How Doctors Tell Type 1 From Type 2

The blood sugar tests above can confirm that diabetes is present, but they don’t reveal which type you have. That distinction matters because type 1 and type 2 have different causes and different treatment paths.

Type 1 diabetes is an autoimmune condition where the immune system destroys the cells in the pancreas that produce insulin. To confirm this, doctors test for specific autoantibodies in the blood. There are five commonly tested markers, targeting proteins found on insulin-producing cells. If one or more of these autoantibodies is present, it strongly points toward type 1.

A C-peptide test adds another layer of information. C-peptide is a molecule released alongside insulin, so its level reflects how much insulin your pancreas is actually making. In healthy people, fasting C-peptide runs between 0.3 and 0.6 nmol/L, rising to 1 to 3 nmol/L after a meal. A level below 0.2 nmol/L is strongly associated with type 1 diabetes and indicates the pancreas is producing very little or no insulin on its own. People with type 2 diabetes typically have normal or even elevated C-peptide levels, since their problem is insulin resistance rather than a lack of insulin production.

This testing is especially important in adults, where the line between type 1 and type 2 can be blurry. Some adults develop a slow-onset form of autoimmune diabetes that initially looks like type 2 but eventually requires insulin. Autoantibody and C-peptide testing helps catch these cases.

Preparing for a Fasting Blood Test

If you’re scheduled for a fasting glucose test or an oral glucose tolerance test, you’ll need to avoid all food and drinks except water for 8 to 12 hours beforehand. Most people schedule these as early morning appointments so the fasting period happens overnight. Your doctor’s office will give you specific instructions on how long to fast. Coffee, tea, and juice all count as breaking the fast, even without sugar added.

For the oral glucose tolerance test, expect to be at the lab or clinic for about two and a half hours total. You’ll have your fasting blood drawn, drink the glucose solution, then wait for additional blood draws at the one-hour and two-hour marks. The glucose drink is very sweet, and some people find it causes mild nausea.

The A1C test and random glucose test require no preparation at all.

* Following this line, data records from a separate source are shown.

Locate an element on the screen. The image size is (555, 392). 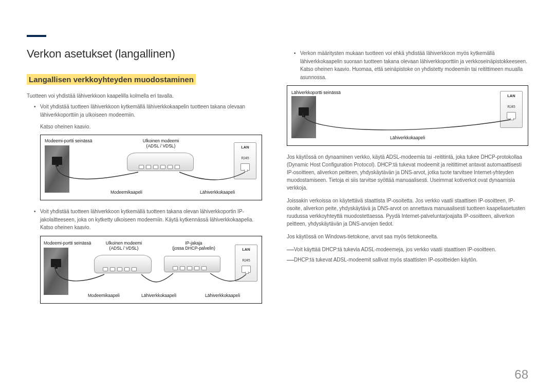
footnote-1-text: Voit käyttää DHCP:tä tukevia ADSL-modeem… is located at coordinates (395, 250).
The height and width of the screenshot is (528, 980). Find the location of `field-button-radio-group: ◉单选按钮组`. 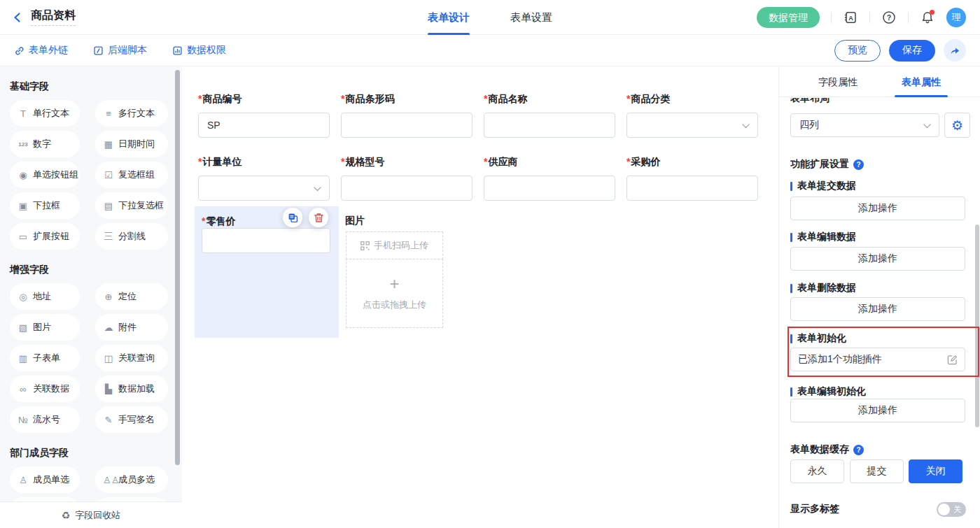

field-button-radio-group: ◉单选按钮组 is located at coordinates (45, 175).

Screening During Pregnancy

Gestational diabetes, which develops during pregnancy, has its own set of diagnostic criteria and typically lower thresholds than standard diabetes testing. Most pregnant people are screened between 24 and 28 weeks.

The most common approach in the United States uses two steps. First, you drink a smaller sugar solution (50 grams) without fasting, and your blood is checked one hour later. If that result is elevated, you return for a longer test using a 100-gram glucose solution with blood draws at fasting, one hour, two hours, and three hours. Gestational diabetes is diagnosed if two or more of those readings exceed specific cutoffs: fasting above 95 mg/dL, one hour above 180 mg/dL, two hours above 155 mg/dL, or three hours above 140 mg/dL.

An alternative one-step approach uses a 75-gram glucose solution with blood drawn at fasting and two hours. With this method, gestational diabetes is diagnosed if even a single value exceeds the threshold: fasting at or above 92 mg/dL, or two-hour result at or above 153 mg/dL. Your provider will tell you which approach they use.

The Prediabetes Range

Not every abnormal result means you have diabetes. Prediabetes is a middle zone where blood sugar is higher than normal but hasn’t crossed the diabetes threshold. The ranges are an A1C of 5.7% to 6.4%, a fasting glucose of 100 to 125 mg/dL, or a two-hour oral glucose tolerance result of 140 to 199 mg/dL.

Prediabetes is significant because it signals that your body is already struggling to regulate blood sugar, and without changes, many people in this range will progress to type 2 diabetes within several years. The practical value of catching prediabetes is that lifestyle changes at this stage, particularly weight loss and regular physical activity, can slow or reverse that progression. If your results fall in this range, your doctor will likely recommend retesting every one to three years to track whether your numbers are holding steady or climbing.